Research

56% of US Small Businesses Are Owed Money Right Now — $17.5K on Average

You did the work. You sent the invoice. Now you wait — and for most US small businesses, waiting is the default, not the exception.

Illustration of an invoice with a clock overlay showing overdue payment time
$17.5Kaverage amount each US small business is owed in unpaid invoices

Key takeaways

  • 56% of US small businesses are owed money from unpaid invoices right now — averaging $17,500 each (Intuit QuickBooks, 2025).
  • 47% report invoices overdue by more than 30 days; on average nearly 1 in 10 invoices falls into that bucket.
  • Late payment is primarily a cash-flow problem, not an accounting footnote — it's the difference between making payroll and scrambling.
  • Most of the delay is fixable with faster, cleaner invoicing and disciplined follow-up.

Late payment isn't a rare bad-client story — it's the operating condition of most small businesses. And in a service business, where you've already spent the salary hours before you invoice, a slow-paying client isn't just annoying; it's a financing problem you didn't sign up for.

56%of US small businesses are currently owed money from unpaid invoices, averaging $17,500 eachSource: Intuit QuickBooks Small Business Late Payments Report, 2025

Intuit QuickBooks' 2025 US Small Business Late Payments Report found that 56% of small businesses are owed money at any given time, to the tune of about $17,500 each. Nearly half — 47% — had invoices overdue by more than 30 days, with close to 1 in 10 invoices landing in that late bucket on average.

Why clients pay late (it's rarely malice)

1. The invoice went out slowly

The payment clock doesn't start until the invoice lands. When invoicing means exporting timesheets, reconciling them in a spreadsheet, and rebuilding a bill by hand, invoices go out days or weeks after the work — and every day of delay is added to the wait.

2. The invoice invites a question

A line item a client doesn't recognize doesn't get paid — it gets a reply. Vague descriptions and time that isn't tied to a clear deliverable are the leading cause of the back-and-forth that quietly adds weeks to payment.

3. Nobody followed up

Most invoices that go past due simply weren't chased. Without a system reminding you what's outstanding and for how long, follow-up depends on someone remembering — and someone usually doesn't.

The cash-flow math

If you bill $40K a month and customers pay ~8 days late on average, roughly $10K of your cash is perpetually sitting in someone else's account. That's the buffer you're financing for your clients, interest-free.

How to get paid faster

  1. Invoice the moment work is billable. Shorten the gap between finishing the work and sending the bill to near zero.
  2. Make every line self-explanatory. Tie each charge to tracked time, a task, and a date so there's nothing to dispute.
  3. Set clear terms and a due date on every invoice. "Net 15" beats "upon receipt" for actually getting paid.
  4. Automate the follow-up. Know exactly what's outstanding and for how long, and send reminders before things drift.
  5. Track DSO (days sales outstanding). Watch the trend; a rising number is an early warning, not a year-end surprise.

Where TRCR fits

TRCR turns tracked time into a professional invoice in seconds — every line already tied to a task, a client, and a date, so there's nothing to reconstruct and little to dispute. Because tracking, projects, and invoicing live in one system, invoices go out faster, get paid faster, and stop leaking in the handoff between tools.

Frequently asked questions

How many small businesses deal with late payments?

In Intuit QuickBooks' 2025 US Small Business Late Payments Report, 56% of small businesses said they were currently owed money from unpaid invoices, averaging about $17,500 each, and 47% had invoices overdue by more than 30 days.

How late do customers typically pay invoices?

Recent data puts US small-business payments at roughly a week to ten days past their due date on average, though the total wait from issue to payment is often around a month. Timelines vary by industry and by how the invoice is delivered and followed up.

What's the fastest way to reduce late payments?

Send invoices immediately when work is billable, make every line item self-explanatory (tied to tracked time and a clear deliverable), put explicit terms and a due date on every invoice, and automate reminders so overdue invoices get chased consistently.

What is DSO and why does it matter?

DSO (days sales outstanding) is the average number of days it takes to collect payment after invoicing. It's a direct measure of how much cash is tied up in unpaid invoices — a rising DSO is an early warning that your cash flow is tightening.

Sources

Figures are drawn from published industry research; treat them as directional and benchmark against your own numbers.

  1. 2025 US Small Business Late Payments ReportIntuit QuickBooks
  2. United States Small Business Insights (time to be paid)Xero
  3. Late Invoice Statistics: Rates, Fees & Business CostsClockify

See where your hours and revenue actually go

TRCR keeps time tracking, projects, profitability, and invoicing in one real-time workspace — so the gaps this article describes stop hiding between tools. Start free — no credit card → Free for everyone until Dec 31, 2026 · No limits.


# Description of the task
Every record that follows should be copied exactly. No picture belongs in the copy.

Data records section start

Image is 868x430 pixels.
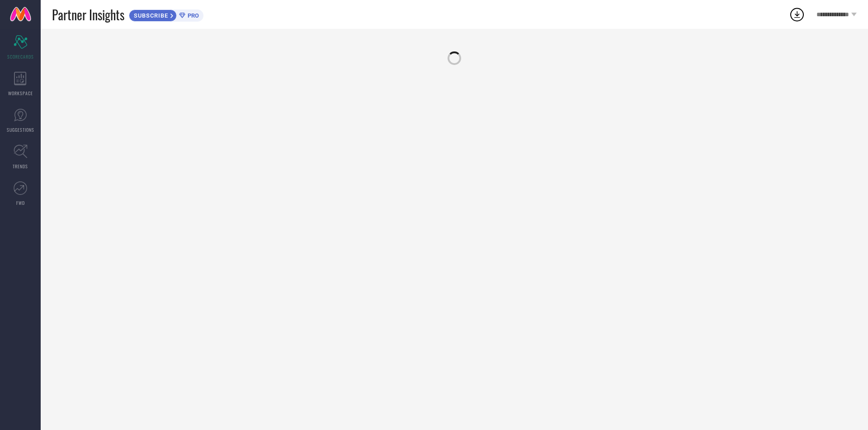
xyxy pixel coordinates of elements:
[8,90,33,97] span: WORKSPACE
[52,6,125,24] span: Partner Insights
[16,200,25,206] span: FWD
[7,126,34,133] span: SUGGESTIONS
[789,6,805,22] div: Open download list
[185,12,199,19] span: PRO
[13,163,28,170] span: TRENDS
[7,53,34,60] span: SCORECARDS
[129,7,203,21] a: SUBSCRIBEPRO
[129,12,171,19] span: SUBSCRIBE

Data records section end

# Expected answer
Image is 868x430 pixels.
xyxy pixel coordinates of elements:
[8,90,33,97] span: WORKSPACE
[52,6,125,24] span: Partner Insights
[16,200,25,206] span: FWD
[7,126,34,133] span: SUGGESTIONS
[789,6,805,22] div: Open download list
[185,12,199,19] span: PRO
[13,163,28,170] span: TRENDS
[7,53,34,60] span: SCORECARDS
[129,7,203,21] a: SUBSCRIBEPRO
[129,12,171,19] span: SUBSCRIBE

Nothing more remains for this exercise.